Tuesday 24 July 2007



This photograph taken from the BBC website gives you an idea of many parts of the UK this summer. It is wet, wet, wet. Heaven help the holidaymaker.

The Severn and the Thames are bursting their banks and running at ferocious speeds. Thousands of people have been forced out of their homes and last night many more lost both their clean water and electricity supplies because food water had swamped the power station.

A couple of weeks ago it was Sheffield and Hull that were inundated. A couple of years ago it was Carlisle. It looks like this is the way things are going to be.

Here on the Tyne valley we seem to have missed the worst. The Tyne is high, certainly, but nothing like the Severn. Flash floods have always been common on this river. Rain on the hills takes between five and seven hours to come down from Alston to Newcastle, and once it hits Newcastle it is contained, probably because the bed of the river was dredged so deep to take the nineteenth century shipping. It is also tidal. There is room to take the extra flow.

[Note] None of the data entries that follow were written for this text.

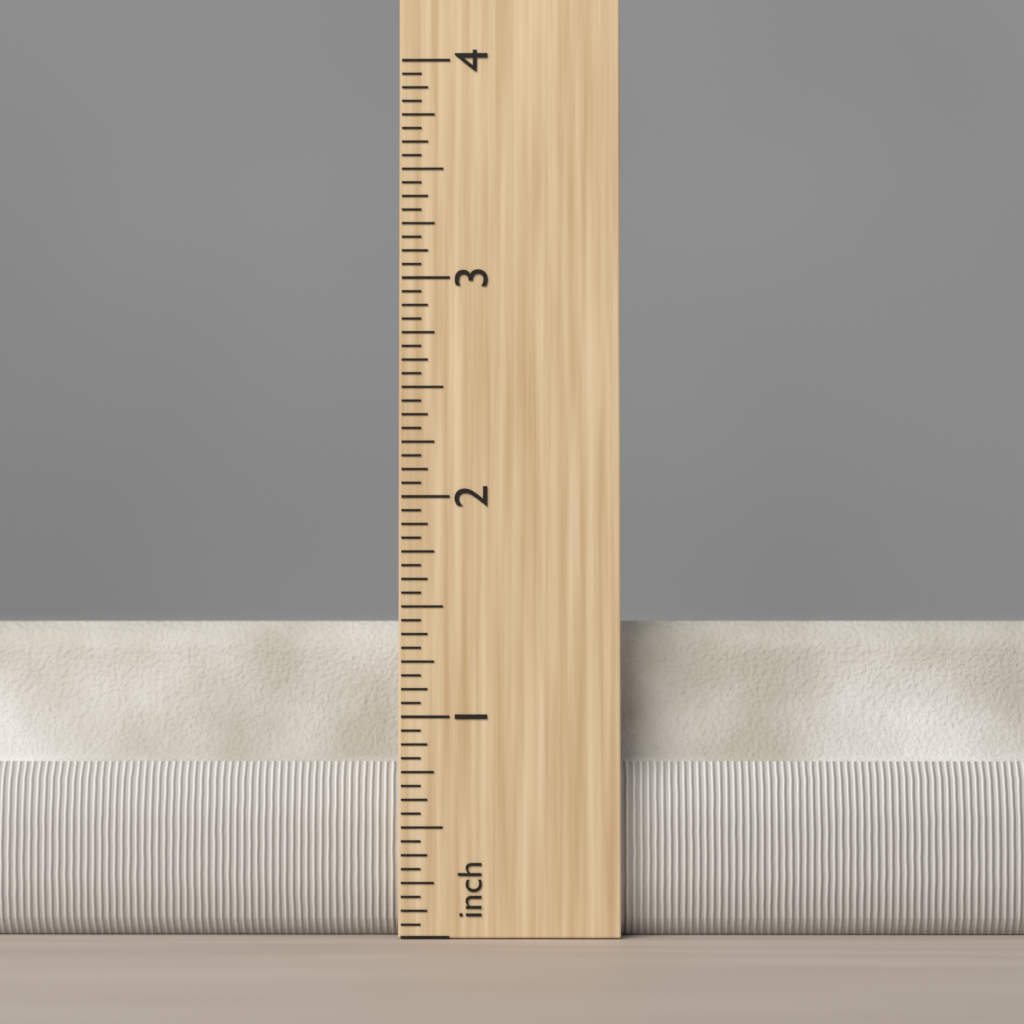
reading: 1.4375 in
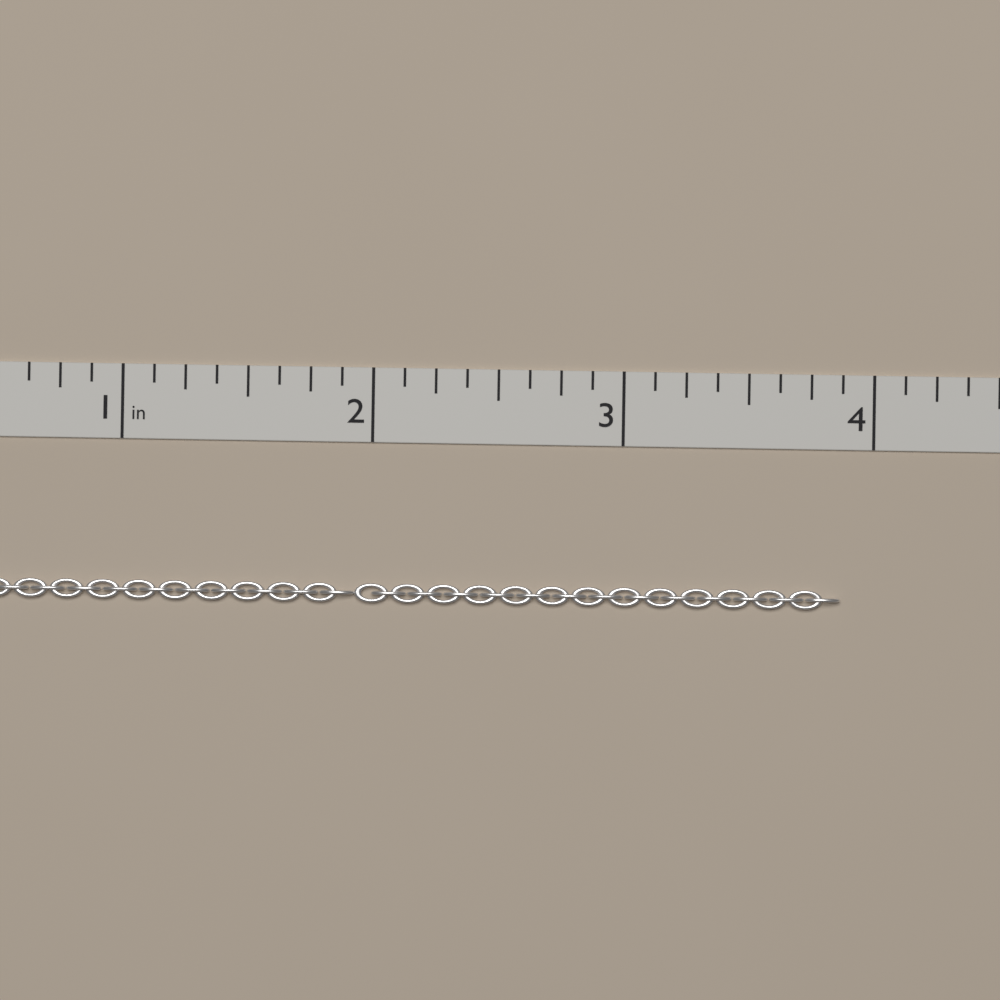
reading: 3.875 in
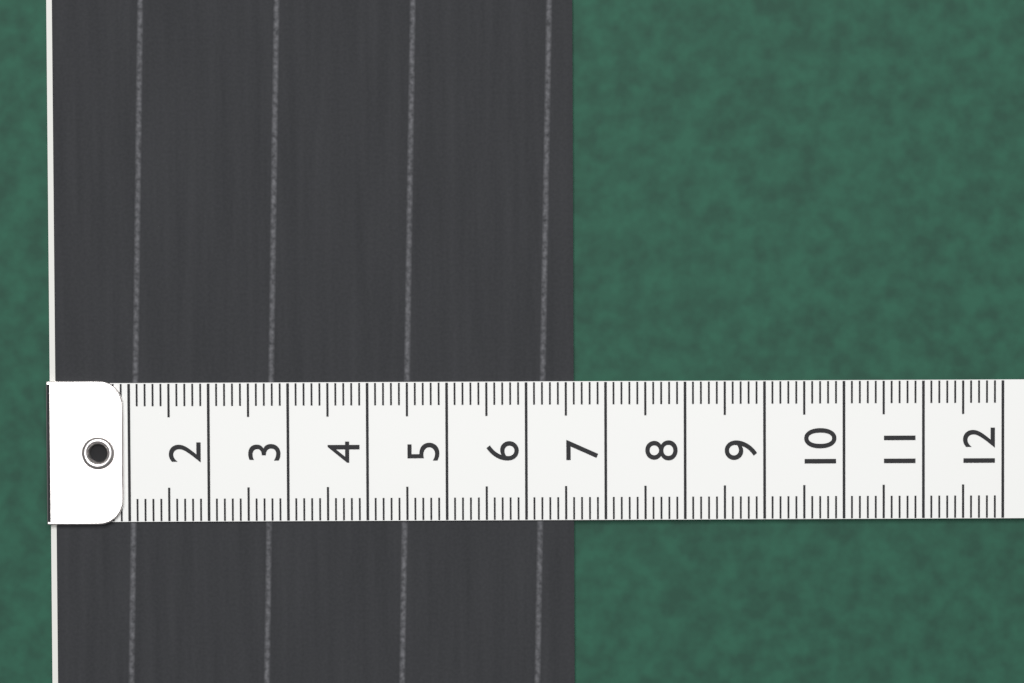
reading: 6.6 (no unit)
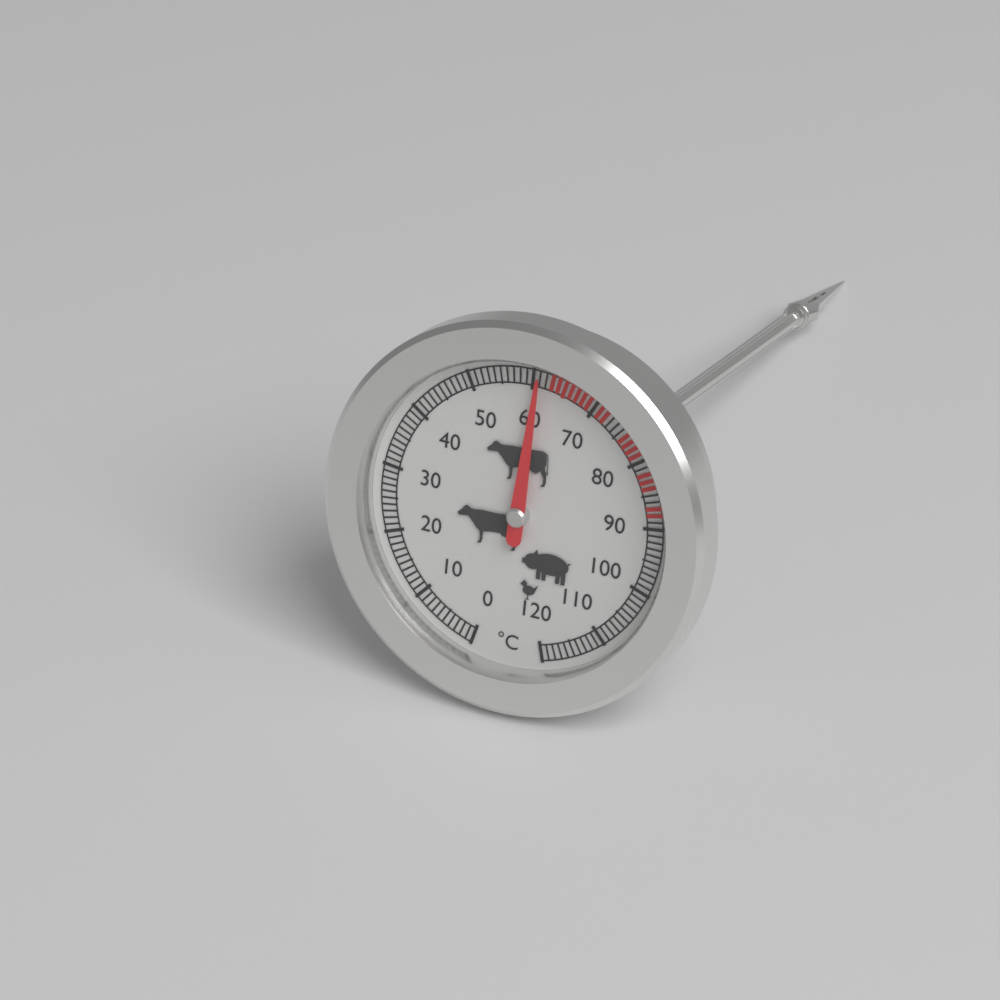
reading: 61 °C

This week water has been running down hills because the ground is so sodden it can't absorb any more. Some houses have been flooded simply by rain water running off the hillsides and into their homes. It created mini lakes in Hexham and you can see the pictures and reports in the Hexham Courant at http://www.hexham-courant.co.uk/

Gymkhanas, county shows, vintage car rallies - if it takes place in a field, it has probably been cancelled because the ground is too waterlogged to walk on, let alone park cars and trailers on it. This summer is drear indeed.